Beneficial Bees & Bugs

Joining Generations

I spent a lovely Mother’s Day with my sons, who took turns cooking and cleaning, then helped me in the garden, along with my mother (who is turning 88 but still loves to garden). We were joined by my house guest, Summer, who just turned fifteen and is discovering her own delight in gardening.

We made a perfect Maiden-Matron-Crone trio as we delved and divided, weeded and winnowed together. At one point, I asked them not to disturb a swath of native plants intermingled with a jumble of herbs, explaining that it is a bug bank. It was the perfect opportunity to introduce the role of beneficial bugs to a young gardener.

Bringing In The Bugs

ladybug & larvaNewer gardeners can understandably be confused about the role of beneficial bugs in the garden. Scary advertising campaigns suggest that the only good bug is a dead bug. In truth, over 95% of all insects are benign or actively helpful.

If you don’t find them in abundance, the best of the helpful bugs can be bought from nurseries, where they are known as beneficials. Some, like ladybugs, are cute looking, gaining them instant acceptance. Aphids are also formidable aphid eaters, but unless you know what they need, releasing ladybugs is likely to be more frustrating than functional.

What Do Bugs Want?

Adult ladybugs are harvested while hibernating. When they wake up in your garden, the first thing they want is water and the second thing is sex. To keep ladybugs in place, lightly mist the surrounding foliage before releasing them. You can’t help with the sex part, but providing water will ensure that procreation takes place in your garden.

Mating adults soon produce larvae, little black wigglers that look like baby alligators. These eat many times their weight in aphids each day before turning into the familiar spotted adult form.

Caterpillar Killer Wasps Preferred

Tiny parasitic wasps almost too small to be seen are used to control the destructive, nonnative tent caterpillars that periodically ravage our gardens and woodlands. These little wasps also appreciate damp foliage and should be released on a warm, windless day. They don’t sting people or pets and are amazingly good controls for rampaging caterpillars.

Beautiful, Bountiful Bees

We hear a lot about honeybees in trouble these days and many gardeners want to know how to help. Honeybees are not native to the Northwest, though we do have hundreds of native species (all classified as solitary bees). One spring, my kids identified over 30 kinds on a single pear tree in full bloom. Like the honeybees, our native bees are harmed by pesticides and herbicides and their numbers are falling rapidly.

We need bees to pollinate much of the foods we eat, as well a countless flowers, trees, and shrubs. To attract bees to your garden, plant a wide variety of flowers, giving preference to single rather than double forms. Some bees have a hard time wriggling into complex double flowers, but simple annuals like sweet alyssum and cosmos are appreciated by all kinds of pollinators.

Our Pollinator Pals

Bees are far from the only pollinator for Northwestern plants.  Wasps, ants, moths, birds, bats, and butterflies also do their share, and even the lowly mosquitoes pollinates certain bog orchids.

Native bees naturally prefer native plants but also visit their exotic cousins, from asters to yarrow and rhododendrons to roses. Native favorites include flowering currant, willow herb, lupines, Oregon grape, penstemons, goldenrods and geraniums. Rosemary, lavender, mints and most other herbs are also popular with many pollinators.

Building Your Bee & Bug Bank

Whether you want to encourage birds, bees, or butterflies to visit your garden, the goals are the same. First, plant a wide range of flower forms and colors to appeal to the greatest number of pollinators. Choose a sequence of blooms to create the longest possible blooming period. Big clumps of the same kind of plant are more attractive to pollinators than scattered singletons (and look better to humans as well).

Once you bring in these native creatures, you’ll want to provide food, water, shelter, and a safe environment. While hummingbirds, bees, and butterflies all like flower nectar, butterfly larvae (and some bees) need fodder plants as well.

Good Bugs Need Shelter

This means allowing baby caterpillars to eat some leaves and letting leaf cutter bees slice a few circles from leathery foliage like rose leaves. Some butterfly caterpillars also wrap themselves in leaves as they pupate, so it’s important to leave these bundled leaves alone.

My bug bank planting does net get rigorously weeded or trimmed because it harbors larval beneficials that need a stable home environment to mature in. To provide this, place your less-groomed bug bank plantings by the garage or amid the shrubbery where it won’t be visually obtrusive.

Cool, Clear Water

All critters need water as well, whether still, running, or in the form of mud (butterflies like to wallow in mud). A birdbath will serve many pollinators, especially if you splash some water around when you refill it each day, since some bees and butterflies drink best from damp soil.

Lastly, never spray anything but water when bees or other beneficials are present (usually in full daylight hours). Even the safe and generally nontoxic pesticides included in natural care programs (like neem oil and insecticidal soaps) can harm or kill bees and other non-target creatures.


What you need to do:
Set down exactly the lines from the one containing "Where would I find woman?" through the end of the records below, both included, and nothing else.

Data excerpts:
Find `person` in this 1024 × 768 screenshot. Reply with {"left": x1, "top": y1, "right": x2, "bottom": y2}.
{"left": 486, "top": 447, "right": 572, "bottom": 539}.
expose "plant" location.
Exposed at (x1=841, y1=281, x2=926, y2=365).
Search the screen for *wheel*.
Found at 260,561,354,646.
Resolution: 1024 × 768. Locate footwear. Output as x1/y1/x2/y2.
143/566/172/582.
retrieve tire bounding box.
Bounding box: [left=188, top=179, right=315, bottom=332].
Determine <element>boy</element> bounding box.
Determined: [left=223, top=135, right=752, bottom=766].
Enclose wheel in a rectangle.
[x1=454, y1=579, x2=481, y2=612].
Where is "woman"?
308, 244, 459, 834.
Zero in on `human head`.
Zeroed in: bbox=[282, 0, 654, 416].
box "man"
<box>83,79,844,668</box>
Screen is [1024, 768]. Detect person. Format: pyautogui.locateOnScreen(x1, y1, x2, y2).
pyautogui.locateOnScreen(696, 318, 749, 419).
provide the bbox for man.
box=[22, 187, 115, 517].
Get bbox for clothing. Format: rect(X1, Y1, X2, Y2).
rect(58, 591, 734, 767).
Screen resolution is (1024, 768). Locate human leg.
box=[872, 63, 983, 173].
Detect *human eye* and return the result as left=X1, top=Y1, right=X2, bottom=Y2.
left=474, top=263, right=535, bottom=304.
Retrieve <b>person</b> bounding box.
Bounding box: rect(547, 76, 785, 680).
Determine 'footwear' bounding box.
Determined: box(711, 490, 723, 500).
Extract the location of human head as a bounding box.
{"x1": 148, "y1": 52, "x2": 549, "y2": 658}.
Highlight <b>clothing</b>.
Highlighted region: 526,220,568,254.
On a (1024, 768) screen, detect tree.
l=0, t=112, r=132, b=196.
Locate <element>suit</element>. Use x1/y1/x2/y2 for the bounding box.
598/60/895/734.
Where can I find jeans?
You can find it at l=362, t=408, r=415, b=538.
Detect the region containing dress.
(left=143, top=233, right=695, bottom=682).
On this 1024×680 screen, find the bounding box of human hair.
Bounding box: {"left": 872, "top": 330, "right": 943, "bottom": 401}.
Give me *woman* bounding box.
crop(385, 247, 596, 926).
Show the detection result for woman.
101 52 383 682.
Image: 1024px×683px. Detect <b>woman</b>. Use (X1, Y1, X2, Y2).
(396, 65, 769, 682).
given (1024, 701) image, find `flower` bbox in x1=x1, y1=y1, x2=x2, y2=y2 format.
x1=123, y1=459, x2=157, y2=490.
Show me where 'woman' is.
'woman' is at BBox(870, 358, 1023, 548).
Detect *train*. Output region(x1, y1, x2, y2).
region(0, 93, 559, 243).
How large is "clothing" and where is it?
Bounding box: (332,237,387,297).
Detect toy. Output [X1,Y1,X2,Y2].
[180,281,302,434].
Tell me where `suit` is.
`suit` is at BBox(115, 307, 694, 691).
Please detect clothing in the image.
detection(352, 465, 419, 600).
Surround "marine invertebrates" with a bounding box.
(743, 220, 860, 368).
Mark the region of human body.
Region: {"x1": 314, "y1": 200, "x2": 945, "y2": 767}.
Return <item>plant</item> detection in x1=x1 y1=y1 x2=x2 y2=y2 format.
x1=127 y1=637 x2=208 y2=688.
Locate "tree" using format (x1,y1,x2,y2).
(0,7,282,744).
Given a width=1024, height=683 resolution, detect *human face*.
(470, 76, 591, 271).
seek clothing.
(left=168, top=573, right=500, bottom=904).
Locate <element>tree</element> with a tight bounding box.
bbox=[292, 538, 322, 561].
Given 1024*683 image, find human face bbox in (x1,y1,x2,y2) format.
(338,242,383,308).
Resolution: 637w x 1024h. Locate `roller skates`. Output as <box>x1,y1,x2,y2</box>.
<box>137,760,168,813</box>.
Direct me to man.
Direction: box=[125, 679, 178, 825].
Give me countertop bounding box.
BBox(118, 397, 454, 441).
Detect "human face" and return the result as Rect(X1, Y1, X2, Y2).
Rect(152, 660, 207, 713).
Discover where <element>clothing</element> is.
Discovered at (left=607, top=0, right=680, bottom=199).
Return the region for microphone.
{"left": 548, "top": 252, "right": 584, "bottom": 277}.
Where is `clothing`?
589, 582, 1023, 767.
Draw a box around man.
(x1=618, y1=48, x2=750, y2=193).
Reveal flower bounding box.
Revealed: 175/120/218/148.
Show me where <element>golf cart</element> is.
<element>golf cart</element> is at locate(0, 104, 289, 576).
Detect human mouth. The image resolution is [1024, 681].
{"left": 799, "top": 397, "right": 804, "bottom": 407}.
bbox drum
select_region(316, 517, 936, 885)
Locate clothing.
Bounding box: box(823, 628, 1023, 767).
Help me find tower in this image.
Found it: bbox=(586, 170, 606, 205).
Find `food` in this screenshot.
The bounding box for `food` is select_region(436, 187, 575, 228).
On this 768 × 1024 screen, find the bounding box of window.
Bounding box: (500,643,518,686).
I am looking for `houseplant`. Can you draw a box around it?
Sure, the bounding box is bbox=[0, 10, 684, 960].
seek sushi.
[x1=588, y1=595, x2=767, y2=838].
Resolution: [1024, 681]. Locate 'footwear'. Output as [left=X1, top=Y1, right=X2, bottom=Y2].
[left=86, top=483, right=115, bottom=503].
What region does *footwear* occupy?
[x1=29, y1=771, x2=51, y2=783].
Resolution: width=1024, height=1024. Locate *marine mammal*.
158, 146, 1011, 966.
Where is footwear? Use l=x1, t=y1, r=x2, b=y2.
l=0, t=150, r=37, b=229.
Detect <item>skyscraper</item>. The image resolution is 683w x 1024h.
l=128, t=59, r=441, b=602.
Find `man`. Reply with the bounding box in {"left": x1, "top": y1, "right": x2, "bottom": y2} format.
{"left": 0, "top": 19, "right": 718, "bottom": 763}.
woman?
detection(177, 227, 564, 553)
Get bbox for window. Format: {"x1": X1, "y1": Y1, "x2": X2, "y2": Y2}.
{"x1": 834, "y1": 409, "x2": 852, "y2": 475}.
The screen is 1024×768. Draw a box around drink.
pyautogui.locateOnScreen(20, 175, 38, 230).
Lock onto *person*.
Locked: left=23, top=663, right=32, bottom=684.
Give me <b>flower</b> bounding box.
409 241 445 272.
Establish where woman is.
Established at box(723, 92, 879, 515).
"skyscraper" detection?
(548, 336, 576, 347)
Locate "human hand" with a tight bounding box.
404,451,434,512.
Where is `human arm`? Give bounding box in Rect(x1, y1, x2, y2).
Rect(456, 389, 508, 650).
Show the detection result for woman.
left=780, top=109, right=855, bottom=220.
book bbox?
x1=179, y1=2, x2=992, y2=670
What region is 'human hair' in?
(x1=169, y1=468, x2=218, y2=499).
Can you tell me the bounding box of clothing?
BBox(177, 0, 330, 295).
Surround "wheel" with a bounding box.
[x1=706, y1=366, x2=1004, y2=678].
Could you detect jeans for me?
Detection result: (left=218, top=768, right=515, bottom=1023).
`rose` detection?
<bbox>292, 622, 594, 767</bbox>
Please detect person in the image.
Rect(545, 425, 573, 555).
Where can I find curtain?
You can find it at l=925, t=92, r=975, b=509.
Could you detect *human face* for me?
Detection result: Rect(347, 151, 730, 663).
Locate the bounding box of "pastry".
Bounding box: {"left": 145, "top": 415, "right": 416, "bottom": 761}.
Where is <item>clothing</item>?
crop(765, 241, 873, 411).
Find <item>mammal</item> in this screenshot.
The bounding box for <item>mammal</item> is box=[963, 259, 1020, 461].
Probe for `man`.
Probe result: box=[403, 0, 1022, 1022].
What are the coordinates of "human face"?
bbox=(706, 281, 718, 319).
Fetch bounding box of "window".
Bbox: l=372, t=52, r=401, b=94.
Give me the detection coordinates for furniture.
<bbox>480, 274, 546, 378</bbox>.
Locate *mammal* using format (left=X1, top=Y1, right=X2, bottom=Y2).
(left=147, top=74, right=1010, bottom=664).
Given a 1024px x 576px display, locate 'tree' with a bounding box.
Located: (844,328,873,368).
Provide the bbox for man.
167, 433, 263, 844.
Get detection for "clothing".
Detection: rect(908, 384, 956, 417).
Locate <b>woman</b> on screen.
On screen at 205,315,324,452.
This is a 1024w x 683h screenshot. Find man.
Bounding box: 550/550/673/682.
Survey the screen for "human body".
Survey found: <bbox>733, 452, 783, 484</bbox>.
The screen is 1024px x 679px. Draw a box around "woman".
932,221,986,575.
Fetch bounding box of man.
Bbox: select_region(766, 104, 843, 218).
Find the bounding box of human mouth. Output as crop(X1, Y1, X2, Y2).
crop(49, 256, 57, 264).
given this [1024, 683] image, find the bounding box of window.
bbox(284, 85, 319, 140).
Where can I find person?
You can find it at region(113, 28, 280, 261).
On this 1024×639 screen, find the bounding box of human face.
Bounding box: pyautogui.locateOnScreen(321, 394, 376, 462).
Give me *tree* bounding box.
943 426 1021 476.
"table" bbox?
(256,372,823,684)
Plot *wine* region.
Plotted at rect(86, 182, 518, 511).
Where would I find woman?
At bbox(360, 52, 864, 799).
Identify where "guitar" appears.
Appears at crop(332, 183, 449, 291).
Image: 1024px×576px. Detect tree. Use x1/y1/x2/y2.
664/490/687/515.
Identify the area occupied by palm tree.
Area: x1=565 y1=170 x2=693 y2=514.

Expected output:
Where would I find woman?
At bbox(360, 52, 864, 799).
Identify where "guitar" appears.
Appears at crop(332, 183, 449, 291).
Image: 1024px×576px. Detect tree. Use x1/y1/x2/y2.
664/490/687/515.
Identify the area occupied by palm tree.
Area: x1=565 y1=170 x2=693 y2=514.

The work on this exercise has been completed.